By Melanie Sjoberg
ADELAIDE — Long-time union and environment activist Davey Thomason has suffered police harassment and may have been sacked from his position as an organiser with the SA branch of the Construction, Forestry, Mining and Energy Union (CFMEU) for his participation in the protest against the construction of a power station at Pelican Point on the Le Fevre peninsular in the western suburbs of Adelaide. Thomason is a resident in the area.
Thomason told Green Left Weekly he was arrested twice in one week at the Pelican Point picket line. On May 11, while eating breakfast at the picket, he was arrested under a six-year-old warrant related to his participation in a CFMEU delegation to the Nurrungar anti-nuclear blockade in April 1993.

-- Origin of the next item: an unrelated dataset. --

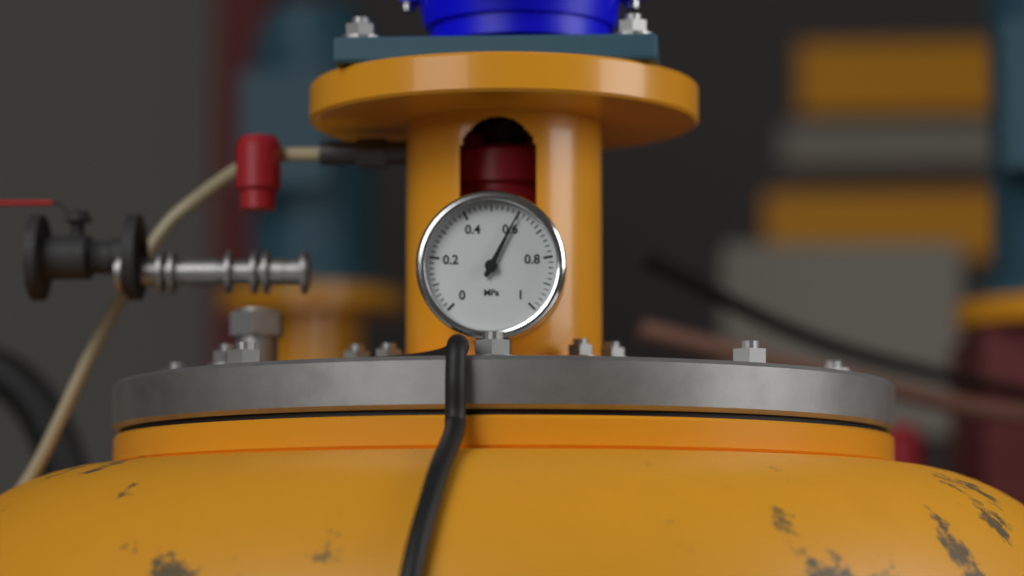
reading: 0.60 MPa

"At that time I was bashed by the police Star Force, taken to Woomera hospital and charged with trespassing on commonwealth land", he explained. "The Kukutha people had granted us access, and we had paid the rent." The CFMEU and the individuals involved had agreed not to pay the $25 fines or the court costs imposed.

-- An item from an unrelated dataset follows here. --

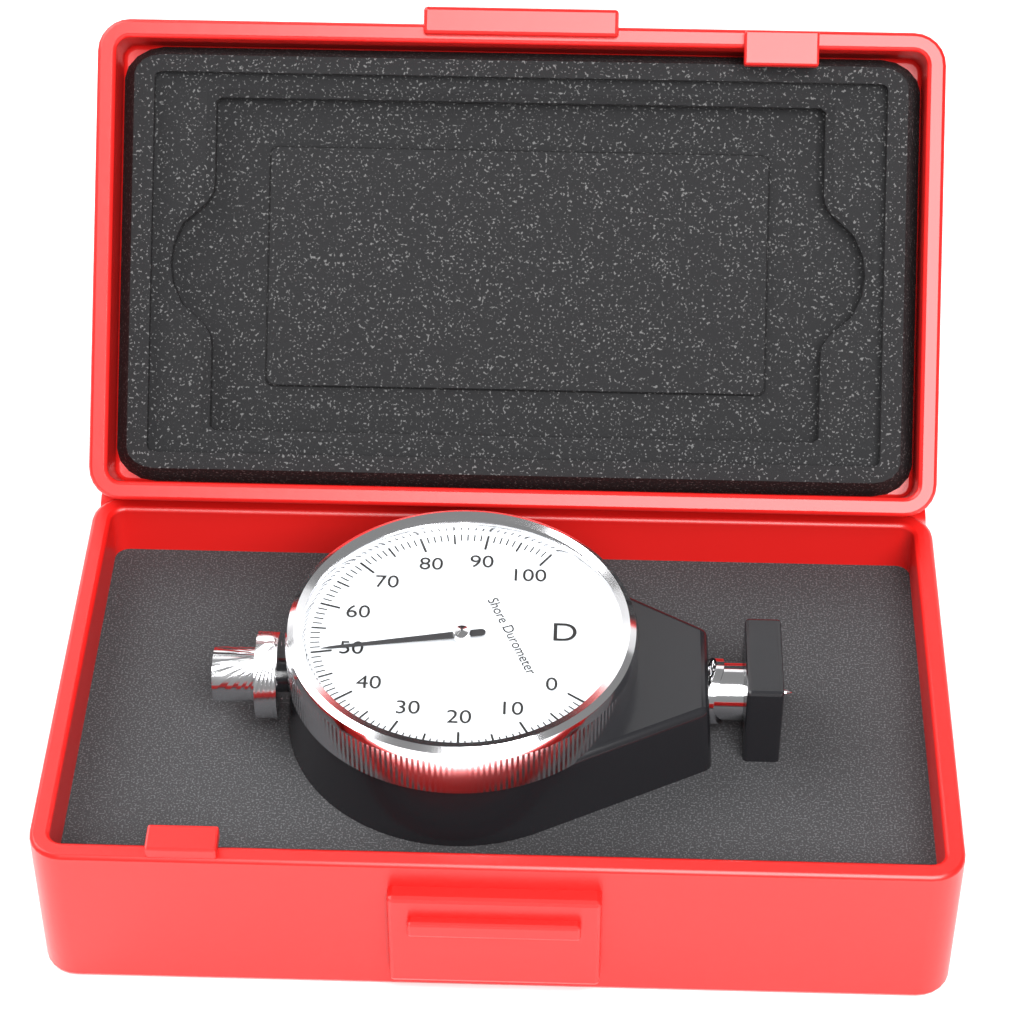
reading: 50 Shore D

This time, Thomason said, the local police treated him well. But Pelican Point, he said, "resembles a police state".
Following an accident at the picket, Thomason was hospitalised for four days. When he returned home he found a letter attached to his front door informing him he had been sacked, allegedly for attending a protest while on sick leave.

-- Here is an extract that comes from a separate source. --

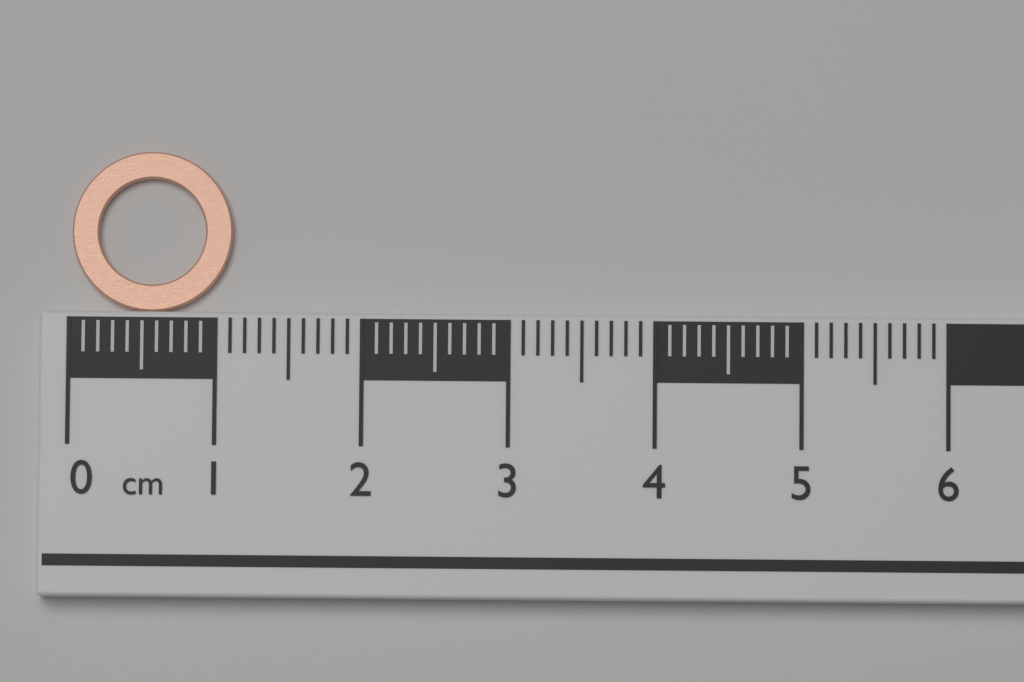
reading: 1.1 cm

Thomason is challenging the unfair dismissal through the Industrial Relations Commission. "I am personally ashamed of the executive and my so-called comrades in the construction division of the CFMEU", he told Green Left. CFMEU branch secretary Martin O'Malley was not available for comment.
Thomason hopes his local community and other activists will understand his predicament and send messages of support for him to Martin O'Malley, CFMEU, 11 South Terrace, Adelaide 5000. Copies sent to Green Left Weekly at GPO Box 781, Adelaide 5001 will be forwarded to Thomason.